The first in-depth breakdown of the upcoming Qualcomm Snapdragon 855 reveals a chip that may see up to a 50-percent performance and battery life jump in some areas over its predecessor. The boost in raw power is great news, but the added efficiency and what that could mean for battery life is arguably more exciting.
The new chipset employs a novel take on the usual BIG.little concept in that one of its eight cores is clocked far higher than the others and features double the application-crunching L2 cache of the next-smallest core set. This exceedingly powerful core, however, draws less power than a single high-powered core on the current Snapdragon 845 platform, adding up to leaps in raw compute power and power efficiency that both hover around 50-percent on average.
Background: Before going any further, it’s worth laying out all of the caveats with this detailed look. For starters, this all comes from the Snapdragon 855 development platform, which has higher base power consumption on idle than a commercial smartphone would. All of the results also come from benchmarks rather than any kind of real-world workload. Finally, all of the benchmarks are performed without regard to any additional apps, heavy skins, or other tweaks that manufacturers may apply to their Snapdragon laptops, Android phones, or any other gadgets.
All of that said, SPECInt2006, an industry-standard benchmark for raw power and energy efficiency used quite heavily by processor makers and device manufacturers churns out an interesting result.

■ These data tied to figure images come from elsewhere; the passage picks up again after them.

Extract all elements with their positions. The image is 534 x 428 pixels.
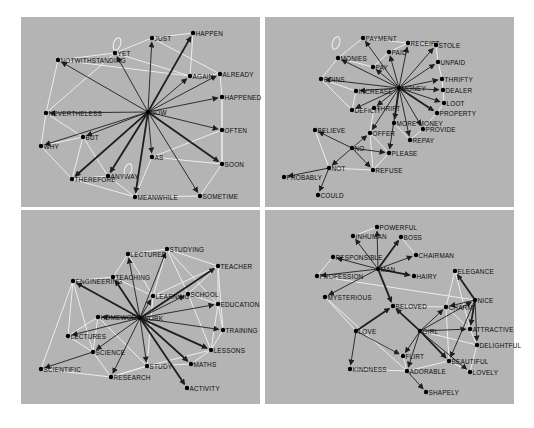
node-label-already: ALREADY — [223, 71, 255, 78]
node-label-work: WORK — [143, 315, 164, 322]
node-label-loot: LOOT — [447, 100, 465, 107]
node-label-inhuman: INHUMAN — [356, 233, 387, 240]
node-label-research: RESEARCH — [114, 374, 151, 381]
node-label-provide: PROVIDE — [426, 126, 456, 133]
node-label-shapely: SHAPELY — [429, 389, 460, 396]
node-label-nice: NICE — [478, 297, 494, 304]
node-label-soon: SOON — [225, 161, 245, 168]
node-label-sometime: SOMETIME — [203, 193, 239, 200]
node-label-increase: INCREASE — [359, 88, 393, 95]
node-label-adorable: ADORABLE — [410, 368, 446, 375]
node-label-offer: OFFER — [373, 130, 396, 137]
node-label-lectures: LECTURES — [71, 333, 107, 340]
node-label-powerful: POWERFUL — [380, 224, 418, 231]
node-label-thrift: THRIFT — [377, 105, 401, 112]
panel-now-adverbs-network: NOWJUSTHAPPENYETNOTWITHSTANDINGAGAINALRE… — [21, 17, 261, 207]
node-label-pay: PAY — [376, 64, 389, 71]
node-label-lecturer: LECTURER — [131, 251, 167, 258]
node-label-happen: HAPPEN — [196, 30, 224, 37]
node-label-happened: HAPPENED — [225, 94, 262, 101]
node-label-studying: STUDYING — [170, 246, 205, 253]
node-label-stole: STOLE — [439, 42, 461, 49]
node-label-could: COULD — [321, 192, 345, 199]
node-label-attractive: ATTRACTIVE — [473, 326, 514, 333]
panel-man-girl-network: MANGIRLPOWERFULINHUMANBOSSRESPONSIBLECHA… — [265, 210, 522, 404]
node-label-thrifty: THRIFTY — [445, 76, 474, 83]
node-label-nevertheless: NEVERTHELESS — [49, 110, 102, 117]
node-label-yet: YET — [118, 50, 131, 57]
node-label-unpaid: UNPAID — [441, 59, 466, 66]
node-label-again: AGAIN — [193, 73, 214, 80]
node-label-property: PROPERTY — [440, 110, 477, 117]
node-label-notwithstanding: NOTWITHSTANDING — [61, 57, 126, 64]
node-label-kindness: KINDNESS — [353, 366, 387, 373]
node-label-paid: PAID — [392, 49, 407, 56]
panel-work-education-network: WORKLECTURERSTUDYINGTEACHERENGINEERINGTE… — [21, 210, 260, 404]
node-label-often: OFTEN — [225, 127, 248, 134]
network-panels-svg: NOWJUSTHAPPENYETNOTWITHSTANDINGAGAINALRE… — [0, 0, 534, 428]
node-label-learning: LEARNING — [156, 293, 190, 300]
node-label-homework: HOMEWORK — [101, 314, 142, 321]
node-label-money: MONEY — [402, 85, 427, 92]
node-label-delightful: DELIGHTFUL — [480, 342, 522, 349]
node-label-payment: PAYMENT — [366, 35, 397, 42]
node-label-maths: MATHS — [194, 361, 217, 368]
node-label-teacher: TEACHER — [221, 263, 253, 270]
node-label-just: JUST — [155, 35, 172, 42]
node-label-chairman: CHAIRMAN — [419, 252, 455, 259]
node-label-please: PLEASE — [392, 150, 418, 157]
node-label-dealer: DEALER — [446, 87, 473, 94]
node-label-elegance: ELEGANCE — [458, 268, 494, 275]
node-label-meanwhile: MEANWHILE — [138, 194, 179, 201]
node-label-love: LOVE — [359, 328, 377, 335]
node-label-coins: COINS — [324, 76, 345, 83]
node-label-teaching: TEACHING — [116, 274, 151, 281]
node-label-refuse: REFUSE — [376, 167, 403, 174]
panel-money-network: MONEYPAYMENTRECEIPTSTOLEMONIESPAIDUNPAID… — [265, 17, 514, 207]
node-label-profession: PROFESSION — [320, 273, 364, 280]
node-label-girl: GIRL — [423, 328, 439, 335]
node-label-lessons: LESSONS — [214, 347, 246, 354]
node-label-now: NOW — [151, 109, 168, 116]
node-label-responsible: RESPONSIBLE — [336, 254, 383, 261]
node-label-training: TRAINING — [226, 327, 258, 334]
node-label-science: SCIENCE — [96, 349, 126, 356]
node-label-lovely: LOVELY — [473, 369, 499, 376]
word-association-figure: NOWJUSTHAPPENYETNOTWITHSTANDINGAGAINALRE… — [0, 0, 534, 428]
node-label-why: WHY — [44, 143, 60, 150]
node-label-mysterious: MYSTERIOUS — [328, 294, 372, 301]
node-label-man: MAN — [381, 266, 396, 273]
node-label-school: SCHOOL — [191, 291, 219, 298]
node-label-no: NO — [355, 145, 365, 152]
node-label-scientific: SCIENTIFIC — [44, 366, 82, 373]
node-label-monies: MONIES — [341, 55, 367, 62]
node-label-not: NOT — [332, 165, 346, 172]
node-label-beloved: BELOVED — [396, 303, 428, 310]
node-label-beautiful: BEAUTIFUL — [452, 358, 489, 365]
node-label-education: EDUCATION — [221, 301, 260, 308]
node-label-charm: CHARM — [449, 304, 473, 311]
node-label-probably: PROBABLY — [287, 174, 323, 181]
node-label-anyway: ANYWAY — [111, 173, 140, 180]
node-label-repay: REPAY — [413, 137, 435, 144]
node-label-as: AS — [155, 154, 164, 161]
node-label-believe: BELIEVE — [318, 127, 346, 134]
node-label-flirt: FLIRT — [406, 353, 425, 360]
node-label-but: BUT — [86, 134, 99, 141]
node-label-study: STUDY — [150, 363, 173, 370]
node-label-hairy: HAIRY — [417, 273, 438, 280]
node-label-activity: ACTIVITY — [190, 385, 221, 392]
node-label-boss: BOSS — [404, 234, 423, 241]
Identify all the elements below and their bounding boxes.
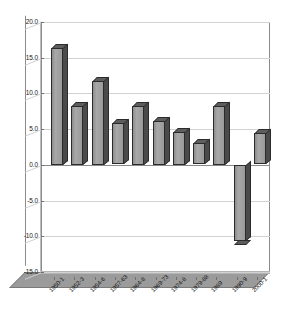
x-axis-tick-mark — [156, 277, 157, 280]
x-axis-tick-mark — [74, 277, 75, 280]
x-axis-tick-mark — [257, 277, 258, 280]
x-axis-tick-label: 1969-73 — [150, 274, 170, 294]
x-axis-tick-mark — [115, 277, 116, 280]
x-axis-tick-mark — [54, 277, 55, 280]
x-axis-tick-mark — [216, 277, 217, 280]
x-axis-tick-label: 1979-88 — [190, 274, 210, 294]
x-axis-tick-mark — [135, 277, 136, 280]
x-axis-tick-label: 1957-63 — [109, 274, 129, 294]
x-axis-tick-mark — [95, 277, 96, 280]
x-axis-tick-label: 1950-1 — [48, 276, 65, 293]
x-axis-tick-mark — [196, 277, 197, 280]
x-axis-tick-mark — [237, 277, 238, 280]
chart-container: 20.015.010.05.00.0-5.0-10.0-15.0 1950-11… — [0, 0, 293, 323]
x-axis-tick-label: 1964-8 — [129, 276, 146, 293]
x-axis-tick-mark — [176, 277, 177, 280]
x-axis-tick-label: 1954-6 — [89, 276, 106, 293]
x-axis: 1950-11952-31954-61957-631964-81969-7319… — [0, 0, 293, 323]
x-axis-tick-label: 1989 — [210, 280, 224, 294]
x-axis-tick-label: 2000-1 — [251, 276, 268, 293]
x-axis-tick-label: 1990-9 — [231, 276, 248, 293]
x-axis-tick-label: 1952-3 — [68, 276, 85, 293]
x-axis-tick-label: 1974-8 — [170, 276, 187, 293]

Across two different benchmarks, the 855 beats the 845 by around 40-percent on performance and about 45-percent on battery life.
This test is one of the widest, speaking to scope and scale, and sees the 855 leave every other chip in the dust, save for Apple’s A11 Monsoon and A12 Vortex chips. The closest competitor on the Android side of things is Huawei’s new Kirin 980 chip, which is generally edged out by a small margin. This makes sense, seeing as the Kirin 980 and Snapdragon 855 both use cores based on ARM’s newest Cortex-A76 design. Qualcomm’s cores are clocked just a bit higher.
Impact: A jump in benchmark performance akin to the aforementioned one doesn’t necessary equate to a similar jump in real-world performance for commercial devices, for various reasons. Improvements in power efficiency, however, aren’t affected quite as profoundly. While a performance jump has a lot of hoops to leap through before it translates in real-world speed in commercial devices, power efficiency boosts are a lot simpler to bring to end users. The Snapdragon 855 uses somewhere around two-thirds the power of a Snapdragon 845 under the exact same load, period.
What this means is that you can expect a jump in battery life that reflects that figure pretty readily. With few exceptions, a Snapdragon 845 flagship that gets 6 hours of screen-on time with a single charge will likely have a Snapdragon 855-based sequel that gets close to 9 hours, and so on.
The only thing to keep in mind is that software load is likely to get higher. Manufacturers will want to do more with these more powerful chips, and app makers and web developers will probably follow suit. Even so, it’s not unthinkable to see a net increase in battery life over the years. A laptop back in 2006 was a very basic device that could be lauded for lasting 3 or 4 hours on a charge, but that same figure is anemic by today’s standards, where some of the longest-lived laptops in the biz can approach 16 hours on a single charge. The same will likely happen with smartphones, given due time for the medium to mature.